Short answer. The annual average 30-year fixed mortgage rate in 1980 was 13.74%, on its way to a peak of 16.63% in 1981. The weekly high in 1980 was 16.30% (October).
The 1980 annual average 30-year fixed mortgage rate was 13.74% per the Freddie Mac PMMS series. That was up from 11.20% in 1979 — and would climb further to 16.63% in 1981.
Context — why rates were so high
Federal Reserve Chairman Paul Volcker had taken the chair in August 1979 with a mandate to break double-digit inflation. By 1980 the federal funds rate was over 17%, and the prime rate hit 21.5% by year-end. Mortgage rates followed mechanically.
What did this do to home buying?
New-home sales fell from 709K (1979) to 545K (1980) and then 436K (1981) — a 38% peak-to-trough decline in two years. Existing-home sales fell from 3.83M (1979) to 2.97M (1980) to 2.42M (1981).
The combined 1980–1981 housing recession was the deepest since the 1930s, and remains a benchmark for what double-digit mortgage rates do to transaction volume.
Sources
U.S. Census Bureau Survey of Construction; National Association of Realtors Existing Home Sales report; Freddie Mac Primary Mortgage Market Survey; National Bureau of Economic Research Business Cycle Dating Committee.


REQUIRED ACTION:
When a line of the records contains "diagram", copy it.

DATA FOR THE TASK:
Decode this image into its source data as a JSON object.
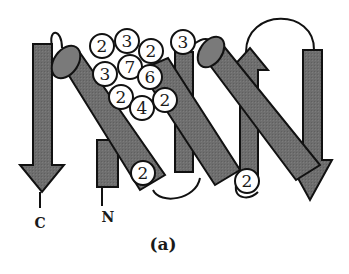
{
  "figure": {
    "caption": "(a)",
    "terminus_labels": {
      "c": "C",
      "n": "N"
    },
    "colors": {
      "fill": "#6e6e6e",
      "fill_light": "#8a8a8a",
      "stroke": "#111111",
      "circle_fill": "#ffffff",
      "background": "#ffffff"
    }
  },
  "strands": [
    {
      "id": "strand-c-term",
      "direction": "down",
      "label": "C"
    },
    {
      "id": "strand-n-term",
      "direction": "up",
      "label": "N"
    },
    {
      "id": "strand-middle",
      "direction": "up"
    },
    {
      "id": "strand-upper-middle",
      "direction": "up"
    },
    {
      "id": "strand-right",
      "direction": "down"
    }
  ],
  "helices": [
    {
      "id": "helix-1"
    },
    {
      "id": "helix-2"
    },
    {
      "id": "helix-3"
    }
  ],
  "markers": [
    {
      "value": "2",
      "x": 102,
      "y": 46
    },
    {
      "value": "3",
      "x": 127,
      "y": 41
    },
    {
      "value": "2",
      "x": 151,
      "y": 51
    },
    {
      "value": "3",
      "x": 183,
      "y": 42
    },
    {
      "value": "3",
      "x": 105,
      "y": 74
    },
    {
      "value": "7",
      "x": 130,
      "y": 67
    },
    {
      "value": "6",
      "x": 150,
      "y": 77
    },
    {
      "value": "2",
      "x": 121,
      "y": 97
    },
    {
      "value": "4",
      "x": 142,
      "y": 108
    },
    {
      "value": "2",
      "x": 165,
      "y": 100
    },
    {
      "value": "2",
      "x": 143,
      "y": 173
    },
    {
      "value": "2",
      "x": 247,
      "y": 181
    }
  ]
}
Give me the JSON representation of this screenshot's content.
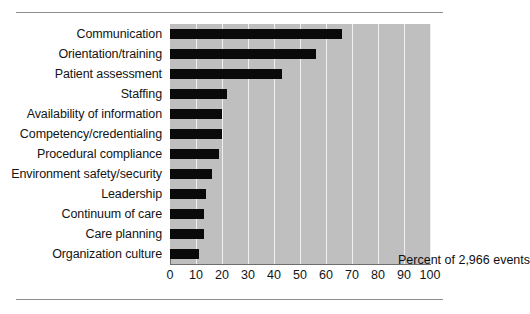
{
  "chart_data": {
    "type": "bar",
    "orientation": "horizontal",
    "title": "",
    "xlabel": "",
    "ylabel": "",
    "annotation": "Percent of 2,966 events",
    "xlim": [
      0,
      100
    ],
    "xticks": [
      0,
      10,
      20,
      30,
      40,
      50,
      60,
      70,
      80,
      90,
      100
    ],
    "xtick_labels": [
      "0",
      "10",
      "20",
      "30",
      "40",
      "50",
      "60",
      "70",
      "80",
      "90",
      "100"
    ],
    "grid": true,
    "grid_axis": "x",
    "legend": "none",
    "plot_background": "#bfbfbf",
    "bar_color": "#0a0a0a",
    "gridline_color": "#f0f0f0",
    "categories": [
      "Communication",
      "Orientation/training",
      "Patient assessment",
      "Staffing",
      "Availability of information",
      "Competency/credentialing",
      "Procedural compliance",
      "Environment safety/security",
      "Leadership",
      "Continuum of care",
      "Care planning",
      "Organization culture"
    ],
    "values": [
      66,
      56,
      43,
      22,
      20,
      20,
      19,
      16,
      14,
      13,
      13,
      11
    ]
  }
}
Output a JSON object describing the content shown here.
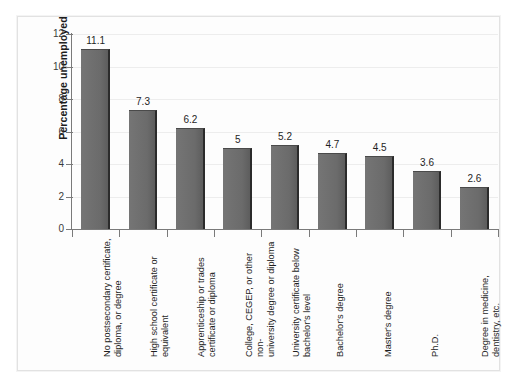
{
  "chart_data": {
    "type": "bar",
    "title": "",
    "xlabel": "",
    "ylabel": "Percentage unemployed",
    "ylim": [
      0,
      12
    ],
    "yticks": [
      "0",
      "2",
      "4",
      "6",
      "8",
      "10",
      "12"
    ],
    "grid": true,
    "legend": "none",
    "bar_color": "#6d6d6d",
    "categories": [
      "No postsecondary certificate,\ndiploma, or degree",
      "High school certificate or\nequivalent",
      "Apprenticeship or trades\ncertificate or diploma",
      "College, CEGEP, or other non-\nuniversity degree or diploma",
      "University certificate below\nbachelor's level",
      "Bachelor's degree",
      "Master's degree",
      "Ph.D.",
      "Degree in medicine,\ndentistry, etc."
    ],
    "values": [
      11.1,
      7.3,
      6.2,
      5,
      5.2,
      4.7,
      4.5,
      3.6,
      2.6
    ],
    "value_labels": [
      "11.1",
      "7.3",
      "6.2",
      "5",
      "5.2",
      "4.7",
      "4.5",
      "3.6",
      "2.6"
    ]
  }
}
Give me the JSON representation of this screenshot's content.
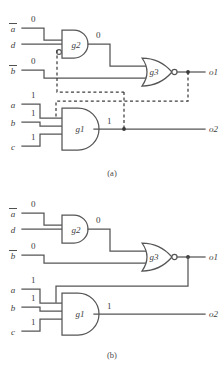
{
  "figure": {
    "type": "logic-circuit-diagram",
    "panels": [
      {
        "id": "a",
        "caption": "(a)",
        "style": "dashed-highlight",
        "inputs": [
          {
            "name": "a-bar",
            "label": "a",
            "overbar": true,
            "value": "0"
          },
          {
            "name": "d",
            "label": "d",
            "overbar": false,
            "value": ""
          },
          {
            "name": "b-bar",
            "label": "b",
            "overbar": true,
            "value": "0"
          },
          {
            "name": "a",
            "label": "a",
            "overbar": false,
            "value": "1"
          },
          {
            "name": "b",
            "label": "b",
            "overbar": false,
            "value": "1"
          },
          {
            "name": "c",
            "label": "c",
            "overbar": false,
            "value": "1"
          }
        ],
        "gates": [
          {
            "name": "g2",
            "label": "g2",
            "type": "and",
            "input_bubble": true,
            "output_bubble": false,
            "output_value": "0"
          },
          {
            "name": "g3",
            "label": "g3",
            "type": "or",
            "input_bubble": false,
            "output_bubble": true,
            "output_value": ""
          },
          {
            "name": "g1",
            "label": "g1",
            "type": "and",
            "input_bubble": false,
            "output_bubble": false,
            "output_value": "1"
          }
        ],
        "outputs": [
          {
            "name": "o1",
            "label": "o1"
          },
          {
            "name": "o2",
            "label": "o2"
          }
        ]
      },
      {
        "id": "b",
        "caption": "(b)",
        "style": "solid",
        "inputs": [
          {
            "name": "a-bar",
            "label": "a",
            "overbar": true,
            "value": "0"
          },
          {
            "name": "d",
            "label": "d",
            "overbar": false,
            "value": ""
          },
          {
            "name": "b-bar",
            "label": "b",
            "overbar": true,
            "value": "0"
          },
          {
            "name": "a",
            "label": "a",
            "overbar": false,
            "value": "1"
          },
          {
            "name": "b",
            "label": "b",
            "overbar": false,
            "value": "1"
          },
          {
            "name": "c",
            "label": "c",
            "overbar": false,
            "value": "1"
          }
        ],
        "gates": [
          {
            "name": "g2",
            "label": "g2",
            "type": "and",
            "input_bubble": false,
            "output_bubble": false,
            "output_value": "0"
          },
          {
            "name": "g3",
            "label": "g3",
            "type": "or",
            "input_bubble": false,
            "output_bubble": true,
            "output_value": ""
          },
          {
            "name": "g1",
            "label": "g1",
            "type": "and",
            "input_bubble": false,
            "output_bubble": false,
            "output_value": "1"
          }
        ],
        "outputs": [
          {
            "name": "o1",
            "label": "o1"
          },
          {
            "name": "o2",
            "label": "o2"
          }
        ]
      }
    ],
    "colors": {
      "wire": "#555555",
      "dashed_wire": "#3f3f3f",
      "text": "#3d3d3d",
      "background": "#ffffff"
    }
  }
}
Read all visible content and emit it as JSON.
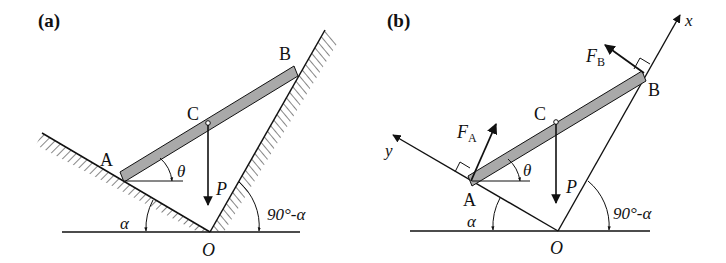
{
  "panels": [
    {
      "id": "a",
      "label": "(a)",
      "points": {
        "A": "A",
        "B": "B",
        "C": "C",
        "O": "O"
      },
      "force_P": "P",
      "angles": {
        "theta": "θ",
        "alpha": "α",
        "complement": "90°-α"
      }
    },
    {
      "id": "b",
      "label": "(b)",
      "points": {
        "A": "A",
        "B": "B",
        "C": "C",
        "O": "O"
      },
      "force_P": "P",
      "force_FA": {
        "main": "F",
        "sub": "A"
      },
      "force_FB": {
        "main": "F",
        "sub": "B"
      },
      "axes": {
        "x": "x",
        "y": "y"
      },
      "angles": {
        "theta": "θ",
        "alpha": "α",
        "complement": "90°-α"
      }
    }
  ],
  "colors": {
    "line": "#111111",
    "bar_fill": "#a9a9a9",
    "hatch": "#333333"
  }
}
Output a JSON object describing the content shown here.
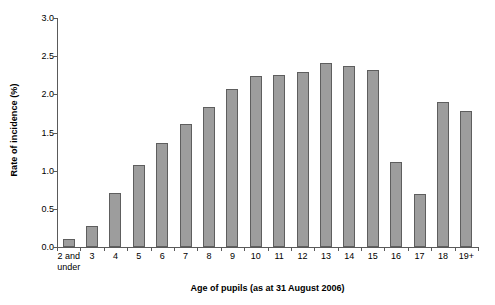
{
  "chart_data": {
    "type": "bar",
    "title": "",
    "xlabel": "Age of pupils (as at 31 August 2006)",
    "ylabel": "Rate of incidence (%)",
    "ylim": [
      0.0,
      3.0
    ],
    "ytick_labels": [
      "0.0",
      "0.5",
      "1.0",
      "1.5",
      "2.0",
      "2.5",
      "3.0"
    ],
    "ytick_values": [
      0.0,
      0.5,
      1.0,
      1.5,
      2.0,
      2.5,
      3.0
    ],
    "grid": false,
    "legend": false,
    "categories": [
      "2 and\nunder",
      "3",
      "4",
      "5",
      "6",
      "7",
      "8",
      "9",
      "10",
      "11",
      "12",
      "13",
      "14",
      "15",
      "16",
      "17",
      "18",
      "19+"
    ],
    "values": [
      0.1,
      0.27,
      0.71,
      1.08,
      1.36,
      1.61,
      1.84,
      2.07,
      2.24,
      2.26,
      2.29,
      2.41,
      2.37,
      2.32,
      1.12,
      0.7,
      1.9,
      1.78
    ],
    "bar_color": "#9d9d9d",
    "bar_border_color": "#5e5e5e",
    "axis_color": "#5a5a5a"
  }
}
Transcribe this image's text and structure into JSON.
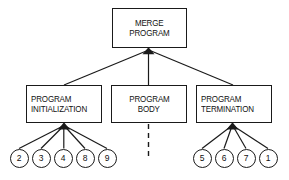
{
  "diagram": {
    "type": "hierarchy-tree",
    "background_color": "#ffffff",
    "line_color": "#1a1a1a",
    "text_color": "#111111",
    "root": {
      "id": "merge-program",
      "lines": [
        "MERGE",
        "PROGRAM"
      ],
      "x": 112,
      "y": 8,
      "w": 75,
      "h": 40,
      "align": "center"
    },
    "level2": [
      {
        "id": "program-initialization",
        "lines": [
          "PROGRAM",
          "INITIALIZATION"
        ],
        "x": 26,
        "y": 85,
        "w": 76,
        "h": 38,
        "align": "left"
      },
      {
        "id": "program-body",
        "lines": [
          "PROGRAM",
          "BODY"
        ],
        "x": 111,
        "y": 85,
        "w": 76,
        "h": 38,
        "align": "center"
      },
      {
        "id": "program-termination",
        "lines": [
          "PROGRAM",
          "TERMINATION"
        ],
        "x": 196,
        "y": 85,
        "w": 76,
        "h": 38,
        "align": "left"
      }
    ],
    "leaves_left": [
      {
        "id": "leaf-2",
        "label": "2",
        "cx": 19,
        "cy": 158
      },
      {
        "id": "leaf-3",
        "label": "3",
        "cx": 41,
        "cy": 158
      },
      {
        "id": "leaf-4",
        "label": "4",
        "cx": 63,
        "cy": 158
      },
      {
        "id": "leaf-8",
        "label": "8",
        "cx": 85,
        "cy": 158
      },
      {
        "id": "leaf-9",
        "label": "9",
        "cx": 107,
        "cy": 158
      }
    ],
    "leaves_right": [
      {
        "id": "leaf-5",
        "label": "5",
        "cx": 202,
        "cy": 158
      },
      {
        "id": "leaf-6",
        "label": "6",
        "cx": 224,
        "cy": 158
      },
      {
        "id": "leaf-7",
        "label": "7",
        "cx": 246,
        "cy": 158
      },
      {
        "id": "leaf-1",
        "label": "1",
        "cx": 268,
        "cy": 158
      }
    ],
    "dashed_connector": {
      "id": "program-body-dashed-stub",
      "from_x": 148,
      "from_y": 123,
      "to_x": 148,
      "to_y": 156,
      "style": "dashed"
    }
  }
}
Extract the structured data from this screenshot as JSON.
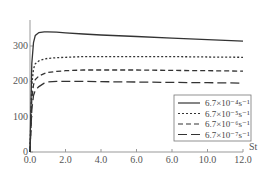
{
  "chart_data": {
    "type": "line",
    "title": "",
    "xlabel": "St",
    "ylabel": "",
    "xlim": [
      0,
      12
    ],
    "ylim": [
      0,
      380
    ],
    "x_ticks": [
      "0.0",
      "2.0",
      "4.0",
      "6.0",
      "6.0",
      "10.0",
      "12.0"
    ],
    "x_tick_values": [
      0,
      2,
      4,
      6,
      8,
      10,
      12
    ],
    "y_ticks": [
      "0",
      "100",
      "200",
      "300"
    ],
    "y_tick_values": [
      0,
      100,
      200,
      300
    ],
    "grid": false,
    "legend_position": "lower right",
    "x": [
      0,
      0.1,
      0.2,
      0.3,
      0.5,
      0.8,
      1.0,
      1.5,
      2.0,
      3.0,
      4.0,
      6.0,
      8.0,
      10.0,
      12.0
    ],
    "series": [
      {
        "name": "6.7×10⁻⁴s⁻¹",
        "style": "solid",
        "values": [
          0,
          250,
          310,
          330,
          338,
          340,
          340,
          339,
          337,
          334,
          331,
          327,
          322,
          318,
          314
        ]
      },
      {
        "name": "6.7×10⁻⁵s⁻¹",
        "style": "dotted",
        "values": [
          0,
          190,
          235,
          250,
          258,
          263,
          265,
          267,
          268,
          270,
          270,
          270,
          270,
          269,
          268
        ]
      },
      {
        "name": "6.7×10⁻⁶s⁻¹",
        "style": "dashed",
        "values": [
          0,
          150,
          190,
          205,
          215,
          222,
          225,
          228,
          230,
          232,
          232,
          232,
          231,
          230,
          229
        ]
      },
      {
        "name": "6.7×10⁻⁷s⁻¹",
        "style": "long-dashed",
        "values": [
          0,
          120,
          160,
          175,
          185,
          195,
          198,
          200,
          200,
          200,
          199,
          198,
          197,
          196,
          195
        ]
      }
    ]
  }
}
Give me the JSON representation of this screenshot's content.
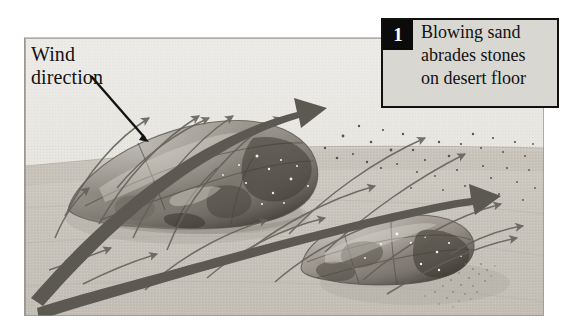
{
  "figure": {
    "name": "ventifact-formation-stage-1",
    "background_color": "#ffffff",
    "width": 583,
    "height": 333
  },
  "illustration": {
    "name": "desert-abrasion-illustration",
    "sky_color": "#e6e4e0",
    "ground_color": "#c9c5bd",
    "rock_color": "#8d8880",
    "arrow_color": "#595651",
    "thin_arrow_color": "#6f6b66",
    "pointer_color": "#141414",
    "horizon_label": "desert floor horizon"
  },
  "labels": {
    "wind_direction": "Wind\ndirection"
  },
  "caption": {
    "number": "1",
    "text": "Blowing sand\nabrades stones\non desert floor",
    "line1": "Blowing sand",
    "line2": "abrades stones",
    "line3": "on desert floor",
    "box_fill": "#d9d7d2",
    "box_border": "#111111",
    "number_fill": "#0b0b0b"
  },
  "elements": {
    "large_stone": "large abraded stone",
    "small_stone": "smaller abraded stone",
    "wind_arrow_upper": "upper wind flow arrow",
    "wind_arrow_lower": "lower wind flow arrow",
    "saltation_arrows": "sand grain trajectory arrows",
    "sand_grains": "blowing sand grains",
    "pointer_line": "wind direction pointer line"
  }
}
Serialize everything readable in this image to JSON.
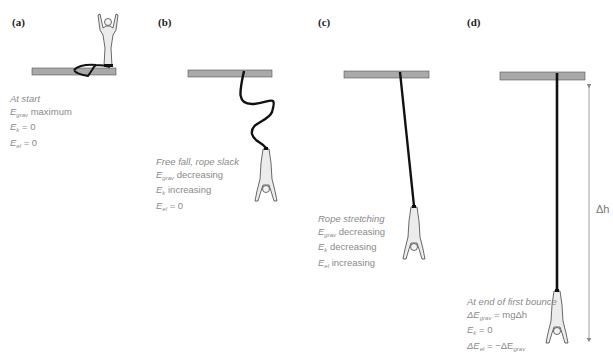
{
  "figure": {
    "colors": {
      "platform": "#a9a9a9",
      "platform_border": "#555555",
      "rope": "#111111",
      "text": "#8a8a8a",
      "figure_fill": "#ececec"
    },
    "panels": [
      {
        "label": "(a)",
        "title": "At start",
        "lines": [
          {
            "sym": "E",
            "sub": "grav",
            "text": "maximum"
          },
          {
            "sym": "E",
            "sub": "k",
            "text": "= 0"
          },
          {
            "sym": "E",
            "sub": "el",
            "text": "= 0"
          }
        ]
      },
      {
        "label": "(b)",
        "title": "Free fall, rope slack",
        "lines": [
          {
            "sym": "E",
            "sub": "grav",
            "text": "decreasing"
          },
          {
            "sym": "E",
            "sub": "k",
            "text": "increasing"
          },
          {
            "sym": "E",
            "sub": "el",
            "text": "= 0"
          }
        ]
      },
      {
        "label": "(c)",
        "title": "Rope stretching",
        "lines": [
          {
            "sym": "E",
            "sub": "grav",
            "text": "decreasing"
          },
          {
            "sym": "E",
            "sub": "k",
            "text": "decreasing"
          },
          {
            "sym": "E",
            "sub": "el",
            "text": "increasing"
          }
        ]
      },
      {
        "label": "(d)",
        "title": "At end of first bounce",
        "lines": [
          {
            "sym": "ΔE",
            "sub": "grav",
            "text": "= mgΔh"
          },
          {
            "sym": "E",
            "sub": "k",
            "text": "= 0"
          },
          {
            "sym": "ΔE",
            "sub": "el",
            "text": "= −ΔE",
            "sub2": "grav"
          }
        ],
        "arrow_label": "Δh"
      }
    ]
  }
}
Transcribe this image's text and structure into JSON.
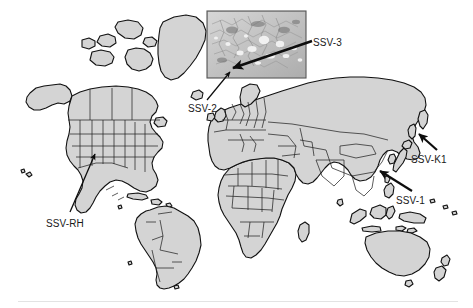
{
  "figure": {
    "type": "world-map-with-annotations",
    "background_color": "#ffffff",
    "land_fill_color": "#d4d4d4",
    "border_color": "#1a1a1a",
    "coastline_color": "#111111",
    "label_color": "#1a1a1a",
    "rule_color": "#e3e3e3"
  },
  "inset": {
    "name": "satellite-terrain-inset",
    "bounds": {
      "x": 207,
      "y": 11,
      "width": 99,
      "height": 67
    },
    "border_color": "#555555",
    "description": "grayscale satellite terrain image",
    "arrow": {
      "from_x": 312,
      "from_y": 41,
      "to_x": 231,
      "to_y": 69
    }
  },
  "annotations": [
    {
      "id": "ssv-3",
      "label": "SSV-3",
      "label_x": 313,
      "label_y": 38,
      "arrow": {
        "from_x": 312,
        "from_y": 41,
        "to_x": 231,
        "to_y": 69
      },
      "arrow_weight": "thick"
    },
    {
      "id": "ssv-2",
      "label": "SSV-2",
      "label_x": 188,
      "label_y": 104,
      "arrow": {
        "from_x": 208,
        "from_y": 100,
        "to_x": 230,
        "to_y": 71
      },
      "arrow_weight": "thin"
    },
    {
      "id": "ssv-k1",
      "label": "SSV-K1",
      "label_x": 411,
      "label_y": 155,
      "arrow": {
        "from_x": 437,
        "from_y": 150,
        "to_x": 418,
        "to_y": 133
      },
      "arrow_weight": "thick"
    },
    {
      "id": "ssv-1",
      "label": "SSV-1",
      "label_x": 396,
      "label_y": 196,
      "arrow": {
        "from_x": 412,
        "from_y": 191,
        "to_x": 379,
        "to_y": 170
      },
      "arrow_weight": "thick"
    },
    {
      "id": "ssv-rh",
      "label": "SSV-RH",
      "label_x": 46,
      "label_y": 219,
      "arrow": {
        "from_x": 70,
        "from_y": 213,
        "to_x": 94,
        "to_y": 153
      },
      "arrow_weight": "thin"
    }
  ],
  "bottom_rule": {
    "x": 18,
    "y": 301,
    "width": 440
  }
}
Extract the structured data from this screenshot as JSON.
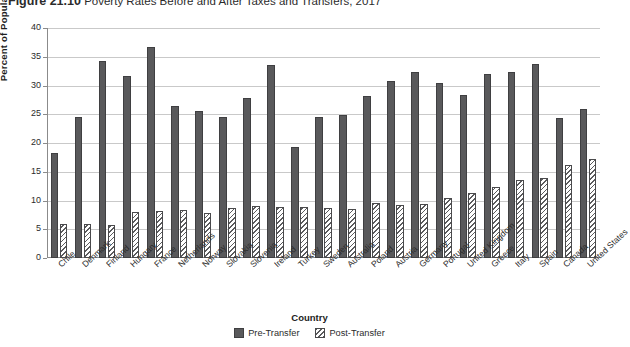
{
  "figure": {
    "number": "Figure 21.10",
    "caption": "Poverty Rates Before and After Taxes and Transfers, 2017"
  },
  "chart_data": {
    "type": "bar",
    "title": "Poverty Rates Before and After Taxes and Transfers, 2017",
    "xlabel": "Country",
    "ylabel": "Percent of Population",
    "ylim": [
      0,
      40
    ],
    "yticks": [
      0,
      5,
      10,
      15,
      20,
      25,
      30,
      35,
      40
    ],
    "grid": true,
    "legend_position": "bottom",
    "categories": [
      "Chile",
      "Denmark",
      "Finland",
      "Hungary",
      "France",
      "Netherlands",
      "Norway",
      "Slovakia",
      "Slovenia",
      "Ireland",
      "Turkey",
      "Sweden",
      "Australia",
      "Poland",
      "Austria",
      "Germany",
      "Portugal",
      "United Kingdom",
      "Greece",
      "Italy",
      "Spain",
      "Canada",
      "United States"
    ],
    "series": [
      {
        "name": "Pre-Transfer",
        "color": "#59595b",
        "pattern": "solid",
        "values": [
          18.3,
          24.6,
          34.2,
          31.6,
          36.7,
          26.5,
          25.5,
          24.5,
          27.8,
          33.6,
          19.3,
          24.6,
          24.9,
          28.1,
          30.7,
          32.3,
          30.5,
          28.4,
          32.0,
          32.4,
          33.8,
          24.4,
          26.0
        ]
      },
      {
        "name": "Post-Transfer",
        "color": "#5b5b5d",
        "pattern": "diagonal-hatch",
        "values": [
          5.9,
          5.9,
          5.8,
          8.0,
          8.1,
          8.3,
          7.9,
          8.7,
          9.0,
          8.9,
          8.8,
          8.7,
          8.6,
          9.6,
          9.3,
          9.4,
          10.4,
          11.3,
          12.3,
          13.5,
          13.9,
          16.1,
          17.3
        ]
      }
    ]
  }
}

EXPECTED ANSWER:
    "type": "logic-circuit-diagram",
  "diagram": {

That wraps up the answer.